My Little Red Book
Living Like a Runaway
Lita Ford
Reviewed by Raoul Hernandez, Fri., June 17, 2016
In name alone, metal and hardcore are the two toughest musical genres. Hollywood's Runaways, b. 1975 – Joan Jett, Cherie Currie, Lita Ford, Sandy West, and Jackie Fox – trysted punk's raw DIY ethos with metal's leather-bearing power chords into a "Cherry Bomb" heard 'round the music sphere. Long Beach bombshell Ford, 16 when she ran away to join the free-for-all, earns her memoir on that note alone, yet the lead guitarist never wasted a day before or since, beginning with honest-to-God baby boomer DNA: Her father was one of nine survivors of an entire UK battalion (1,000) at the battle of Anzio during World War II, who then fell in love and married the Italian nurse who cared for him in the hospital afterward. Ford's platinum highs and low misadventures never shake that air of fait accompli, from "Kiss (and tell) Me Deadly" metal paramours Ritchie Blackmore, Glenn Tipton, Tony Iommi, and Nikki Sixx (even Jon Bon Jovi) – not to mention Dee Dee Ramone and Sex Pistols drummer Paul Cook – to a falling out with allegedly jealous manager Sharon Osbourne in the aftermath of Ford's Top 10 hit duet with Ozzy Osbourne on 1987's "Close My Eyes Forever." That's jukebox stakes compared to a desert isle marriage that stripped Ford of her career, family, and freedom. She's back now, but Lita went boom.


● What the exercise asks
Drop every image, then reproduce the data exactly as given.

(Items from a dataset)
++++++

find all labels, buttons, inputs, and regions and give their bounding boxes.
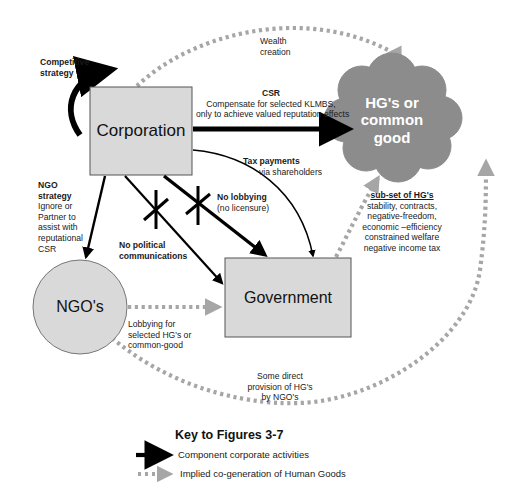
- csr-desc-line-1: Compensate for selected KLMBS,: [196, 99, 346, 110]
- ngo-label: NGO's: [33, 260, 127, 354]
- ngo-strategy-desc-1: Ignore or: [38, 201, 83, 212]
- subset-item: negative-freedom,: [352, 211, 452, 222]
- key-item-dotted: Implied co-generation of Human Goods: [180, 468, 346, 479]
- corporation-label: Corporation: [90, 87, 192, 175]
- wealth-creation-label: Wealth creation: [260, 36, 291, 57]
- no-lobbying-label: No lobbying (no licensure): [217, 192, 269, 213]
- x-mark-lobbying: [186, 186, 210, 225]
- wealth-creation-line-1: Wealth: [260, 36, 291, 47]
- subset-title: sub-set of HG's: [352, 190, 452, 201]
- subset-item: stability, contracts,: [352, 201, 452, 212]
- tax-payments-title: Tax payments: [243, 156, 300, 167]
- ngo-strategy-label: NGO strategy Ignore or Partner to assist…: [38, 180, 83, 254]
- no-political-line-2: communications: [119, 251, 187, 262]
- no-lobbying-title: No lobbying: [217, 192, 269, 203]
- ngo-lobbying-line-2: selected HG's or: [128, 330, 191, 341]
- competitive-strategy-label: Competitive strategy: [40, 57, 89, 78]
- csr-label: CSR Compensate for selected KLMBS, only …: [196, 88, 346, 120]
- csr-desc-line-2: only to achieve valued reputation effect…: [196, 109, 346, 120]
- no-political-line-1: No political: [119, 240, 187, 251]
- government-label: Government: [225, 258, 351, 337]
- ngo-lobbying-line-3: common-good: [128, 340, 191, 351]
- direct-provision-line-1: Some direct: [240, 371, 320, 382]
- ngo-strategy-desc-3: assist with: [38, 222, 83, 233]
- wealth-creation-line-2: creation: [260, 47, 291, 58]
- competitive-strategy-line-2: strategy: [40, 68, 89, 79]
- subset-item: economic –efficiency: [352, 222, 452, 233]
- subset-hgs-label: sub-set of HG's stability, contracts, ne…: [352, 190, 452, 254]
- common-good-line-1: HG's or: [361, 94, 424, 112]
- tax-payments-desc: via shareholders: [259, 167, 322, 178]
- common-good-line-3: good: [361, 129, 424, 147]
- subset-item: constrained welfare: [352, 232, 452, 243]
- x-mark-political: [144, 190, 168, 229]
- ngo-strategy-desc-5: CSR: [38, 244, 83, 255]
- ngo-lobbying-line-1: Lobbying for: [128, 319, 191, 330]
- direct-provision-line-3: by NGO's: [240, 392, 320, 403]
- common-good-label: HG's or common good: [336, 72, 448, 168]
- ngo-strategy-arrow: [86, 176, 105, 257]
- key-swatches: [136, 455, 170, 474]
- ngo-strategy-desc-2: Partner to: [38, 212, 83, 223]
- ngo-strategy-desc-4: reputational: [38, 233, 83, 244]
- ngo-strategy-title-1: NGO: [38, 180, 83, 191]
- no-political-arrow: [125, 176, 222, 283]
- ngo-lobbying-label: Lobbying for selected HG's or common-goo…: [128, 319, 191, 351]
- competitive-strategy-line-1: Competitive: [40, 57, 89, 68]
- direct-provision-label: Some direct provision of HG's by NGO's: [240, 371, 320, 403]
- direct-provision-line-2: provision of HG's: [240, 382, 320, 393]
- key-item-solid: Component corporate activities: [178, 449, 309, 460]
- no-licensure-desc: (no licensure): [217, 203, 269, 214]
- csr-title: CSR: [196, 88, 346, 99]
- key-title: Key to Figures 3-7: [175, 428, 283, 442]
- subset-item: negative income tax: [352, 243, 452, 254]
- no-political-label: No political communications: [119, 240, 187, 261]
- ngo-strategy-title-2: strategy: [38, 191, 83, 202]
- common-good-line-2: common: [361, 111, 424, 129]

++++++

● Completed exercise
find all labels, buttons, inputs, and regions and give their bounding boxes.
- csr-desc-line-1: Compensate for selected KLMBS,: [196, 99, 346, 110]
- ngo-label: NGO's: [33, 260, 127, 354]
- ngo-strategy-desc-1: Ignore or: [38, 201, 83, 212]
- subset-item: negative-freedom,: [352, 211, 452, 222]
- key-item-dotted: Implied co-generation of Human Goods: [180, 468, 346, 479]
- corporation-label: Corporation: [90, 87, 192, 175]
- wealth-creation-label: Wealth creation: [260, 36, 291, 57]
- no-lobbying-label: No lobbying (no licensure): [217, 192, 269, 213]
- x-mark-lobbying: [186, 186, 210, 225]
- wealth-creation-line-1: Wealth: [260, 36, 291, 47]
- subset-title: sub-set of HG's: [352, 190, 452, 201]
- subset-item: stability, contracts,: [352, 201, 452, 212]
- tax-payments-title: Tax payments: [243, 156, 300, 167]
- ngo-strategy-label: NGO strategy Ignore or Partner to assist…: [38, 180, 83, 254]
- no-political-line-2: communications: [119, 251, 187, 262]
- no-lobbying-title: No lobbying: [217, 192, 269, 203]
- ngo-lobbying-line-2: selected HG's or: [128, 330, 191, 341]
- competitive-strategy-label: Competitive strategy: [40, 57, 89, 78]
- csr-label: CSR Compensate for selected KLMBS, only …: [196, 88, 346, 120]
- csr-desc-line-2: only to achieve valued reputation effect…: [196, 109, 346, 120]
- no-political-line-1: No political: [119, 240, 187, 251]
- government-label: Government: [225, 258, 351, 337]
- ngo-lobbying-line-3: common-good: [128, 340, 191, 351]
- direct-provision-line-1: Some direct: [240, 371, 320, 382]
- ngo-strategy-desc-3: assist with: [38, 222, 83, 233]
- wealth-creation-line-2: creation: [260, 47, 291, 58]
- competitive-strategy-line-2: strategy: [40, 68, 89, 79]
- subset-item: economic –efficiency: [352, 222, 452, 233]
- subset-hgs-label: sub-set of HG's stability, contracts, ne…: [352, 190, 452, 254]
- common-good-line-1: HG's or: [361, 94, 424, 112]
- tax-payments-desc: via shareholders: [259, 167, 322, 178]
- common-good-line-3: good: [361, 129, 424, 147]
- subset-item: constrained welfare: [352, 232, 452, 243]
- x-mark-political: [144, 190, 168, 229]
- ngo-strategy-desc-5: CSR: [38, 244, 83, 255]
- ngo-lobbying-line-1: Lobbying for: [128, 319, 191, 330]
- direct-provision-line-3: by NGO's: [240, 392, 320, 403]
- common-good-label: HG's or common good: [336, 72, 448, 168]
- ngo-strategy-arrow: [86, 176, 105, 257]
- key-swatches: [136, 455, 170, 474]
- ngo-strategy-desc-2: Partner to: [38, 212, 83, 223]
- ngo-strategy-desc-4: reputational: [38, 233, 83, 244]
- ngo-strategy-title-1: NGO: [38, 180, 83, 191]
- no-political-arrow: [125, 176, 222, 283]
- ngo-lobbying-label: Lobbying for selected HG's or common-goo…: [128, 319, 191, 351]
- competitive-strategy-line-1: Competitive: [40, 57, 89, 68]
- direct-provision-label: Some direct provision of HG's by NGO's: [240, 371, 320, 403]
- direct-provision-line-2: provision of HG's: [240, 382, 320, 393]
- key-item-solid: Component corporate activities: [178, 449, 309, 460]
- no-licensure-desc: (no licensure): [217, 203, 269, 214]
- csr-title: CSR: [196, 88, 346, 99]
- key-title: Key to Figures 3-7: [175, 428, 283, 442]
- subset-item: negative income tax: [352, 243, 452, 254]
- no-political-label: No political communications: [119, 240, 187, 261]
- ngo-strategy-title-2: strategy: [38, 191, 83, 202]
- common-good-line-2: common: [361, 111, 424, 129]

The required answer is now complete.